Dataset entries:
======

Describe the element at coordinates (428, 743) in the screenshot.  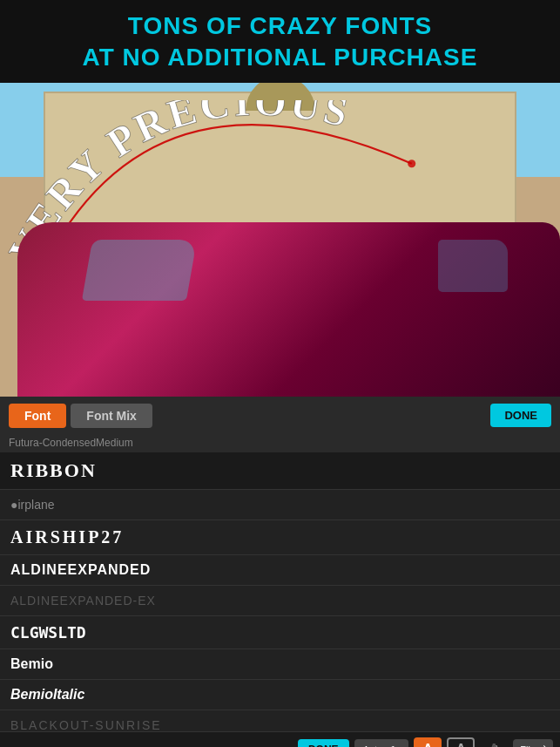
I see `text-style-fill: A` at that location.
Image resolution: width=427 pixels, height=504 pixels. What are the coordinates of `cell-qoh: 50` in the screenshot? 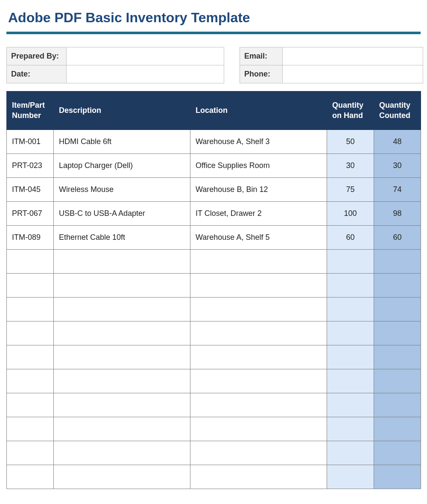 It's located at (351, 141).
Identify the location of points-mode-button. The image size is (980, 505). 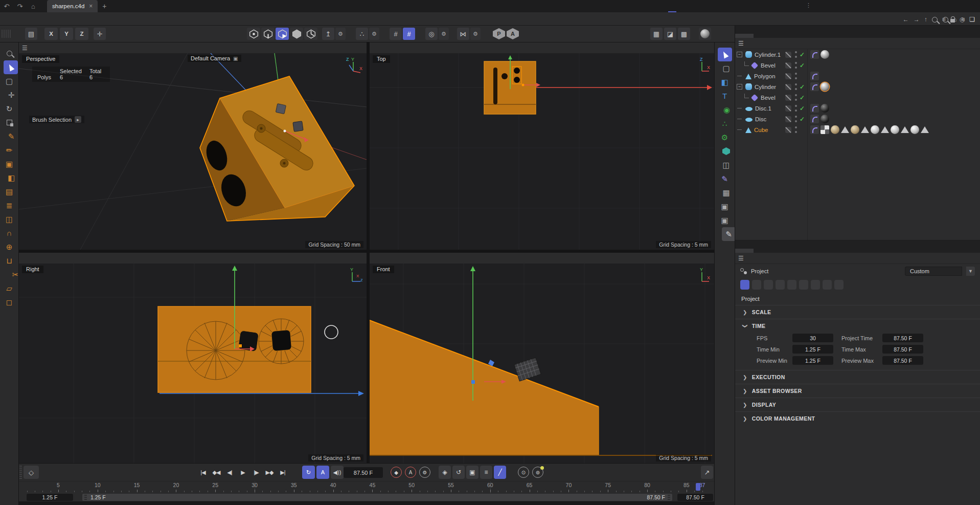
(254, 34).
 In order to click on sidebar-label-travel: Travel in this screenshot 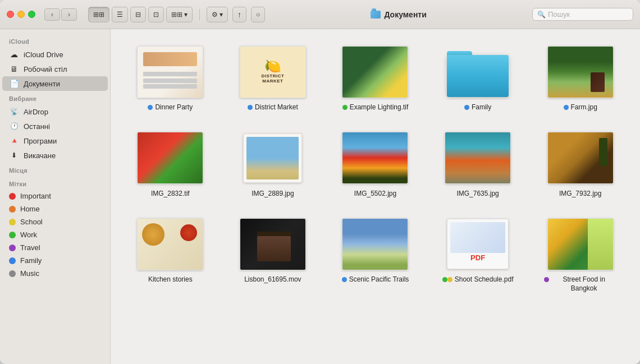, I will do `click(61, 248)`.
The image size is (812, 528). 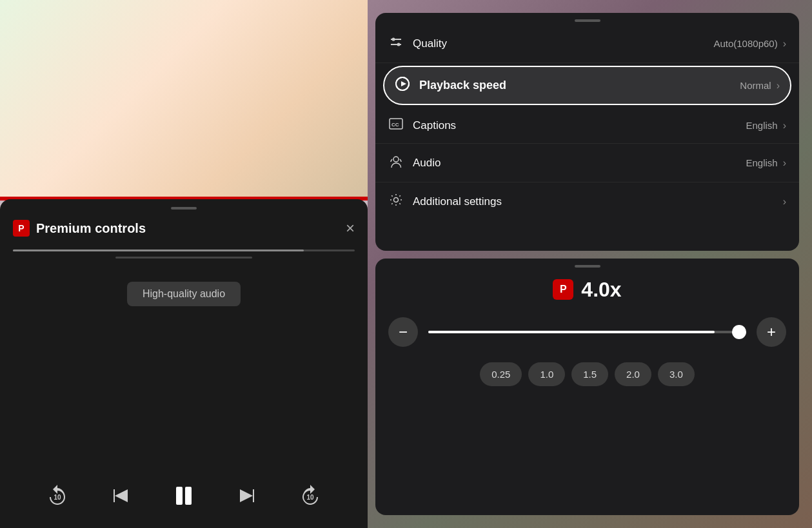 I want to click on speed-slider-fill, so click(x=571, y=332).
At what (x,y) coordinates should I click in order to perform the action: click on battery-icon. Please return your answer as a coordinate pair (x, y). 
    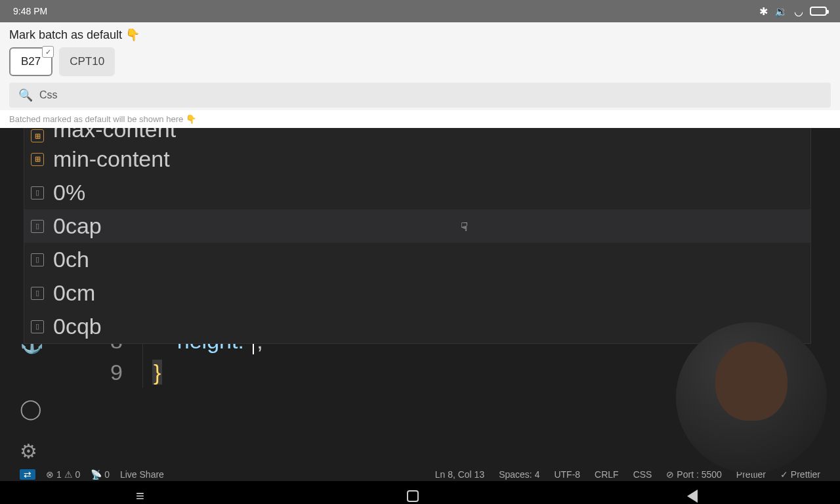
    Looking at the image, I should click on (818, 11).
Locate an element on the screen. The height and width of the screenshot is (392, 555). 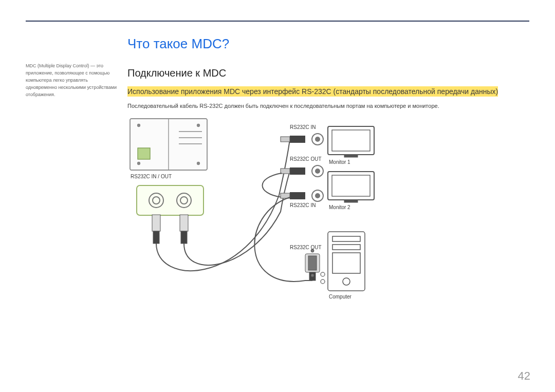
top-rule is located at coordinates (278, 21).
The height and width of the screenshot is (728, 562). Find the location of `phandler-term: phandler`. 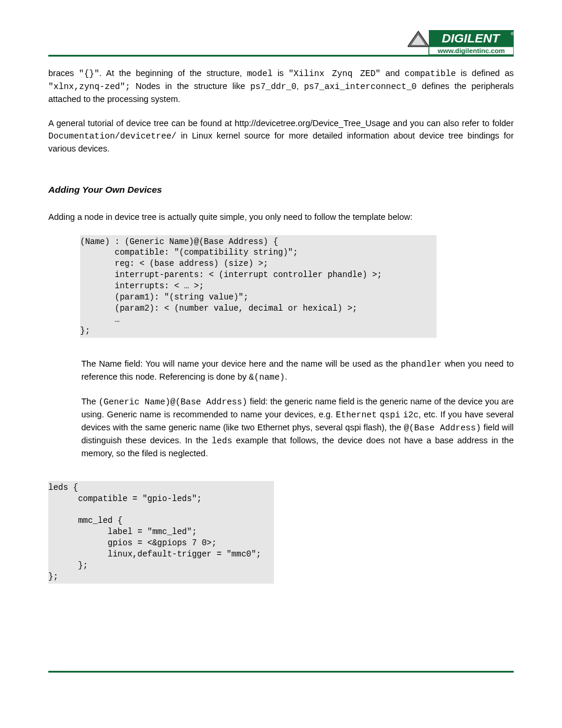

phandler-term: phandler is located at coordinates (421, 364).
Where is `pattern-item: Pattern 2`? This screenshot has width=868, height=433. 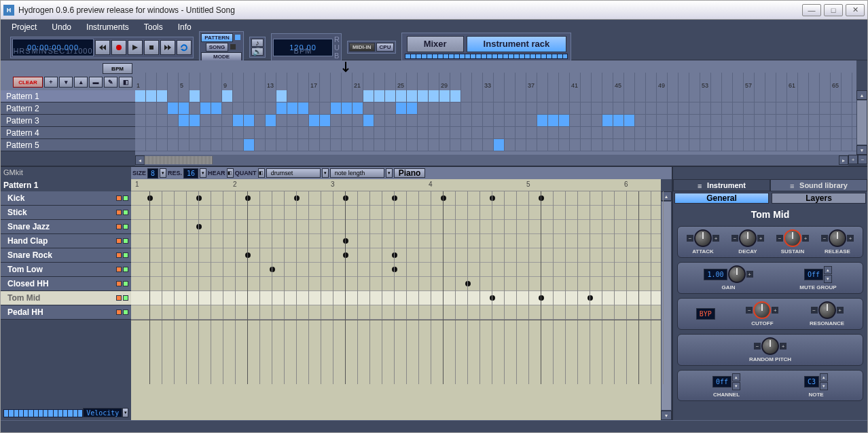 pattern-item: Pattern 2 is located at coordinates (68, 109).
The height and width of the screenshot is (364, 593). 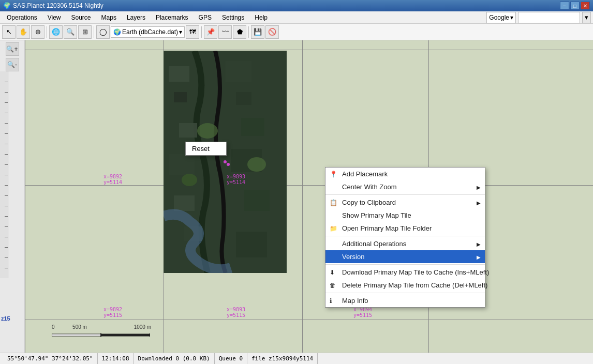 I want to click on earth-icon: 🌍, so click(x=117, y=32).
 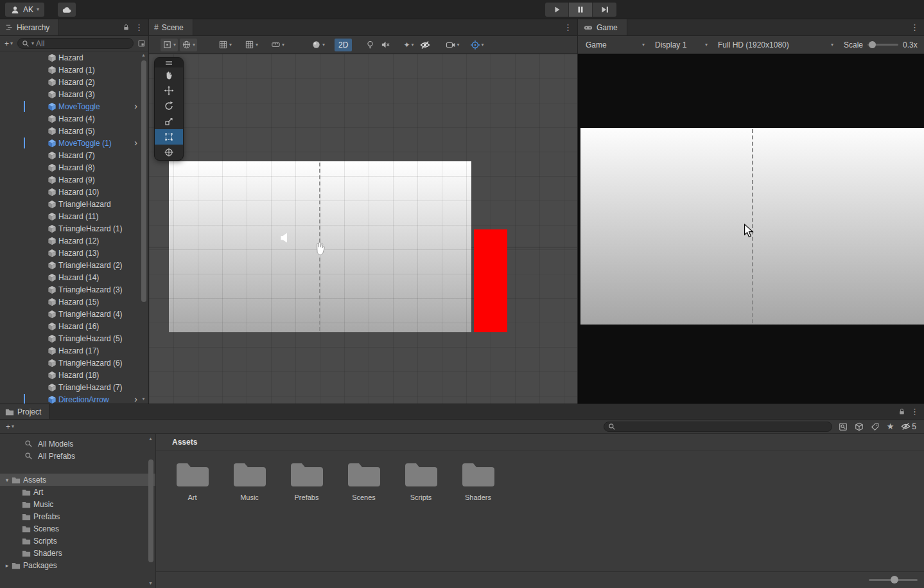 What do you see at coordinates (169, 121) in the screenshot?
I see `scale-tool-button` at bounding box center [169, 121].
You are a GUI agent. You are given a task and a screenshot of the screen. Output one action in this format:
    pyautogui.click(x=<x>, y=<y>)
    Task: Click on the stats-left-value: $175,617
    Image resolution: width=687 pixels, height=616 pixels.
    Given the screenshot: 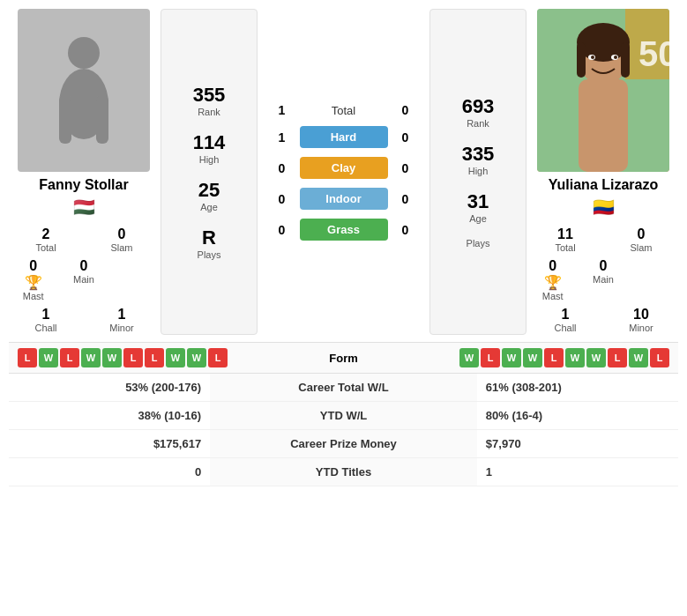 What is the action you would take?
    pyautogui.click(x=109, y=444)
    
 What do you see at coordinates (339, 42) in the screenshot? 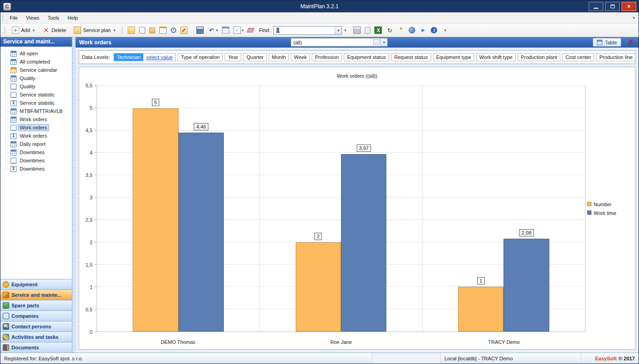
I see `filter-combo: (all) … ▾` at bounding box center [339, 42].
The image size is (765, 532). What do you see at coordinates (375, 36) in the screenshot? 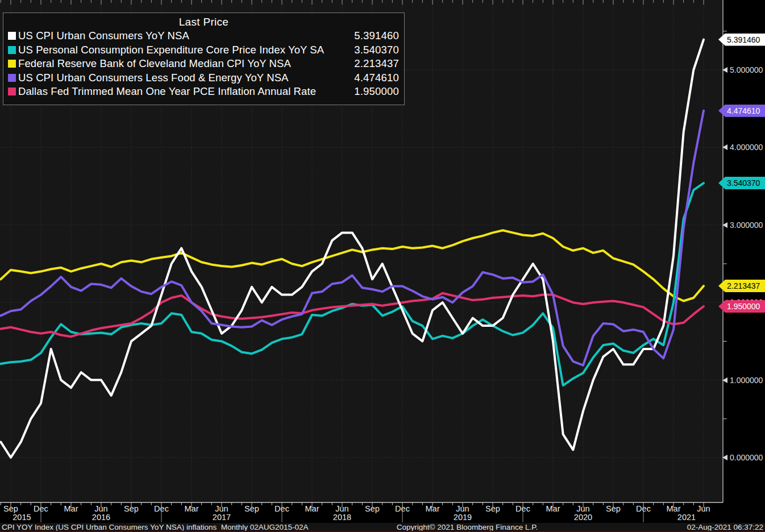
I see `series-last-price: 5.391460` at bounding box center [375, 36].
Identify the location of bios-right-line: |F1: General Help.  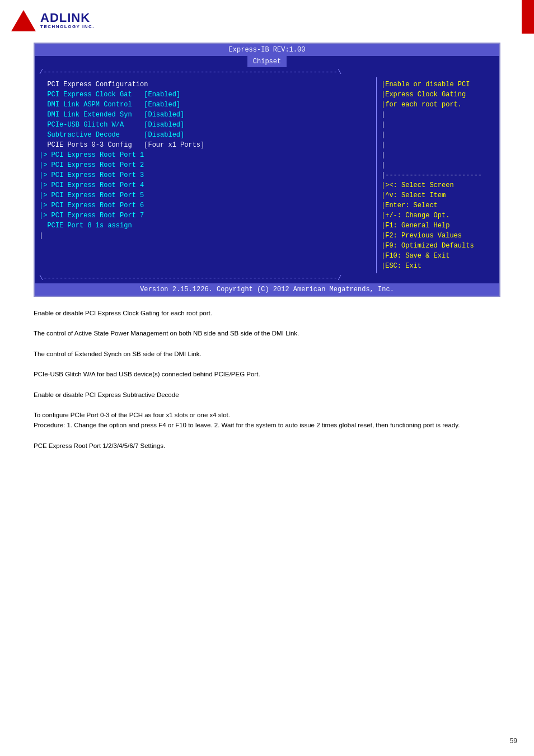
(438, 226).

======

* Requirement: Write out exactly the lines from the one that contains "Identify the location of bios-right-line: |F1: General" through the last line of the data above, both included. Leave every picture out.

* Result of this task:
Identify the location of bios-right-line: |F1: General Help.  
(438, 226).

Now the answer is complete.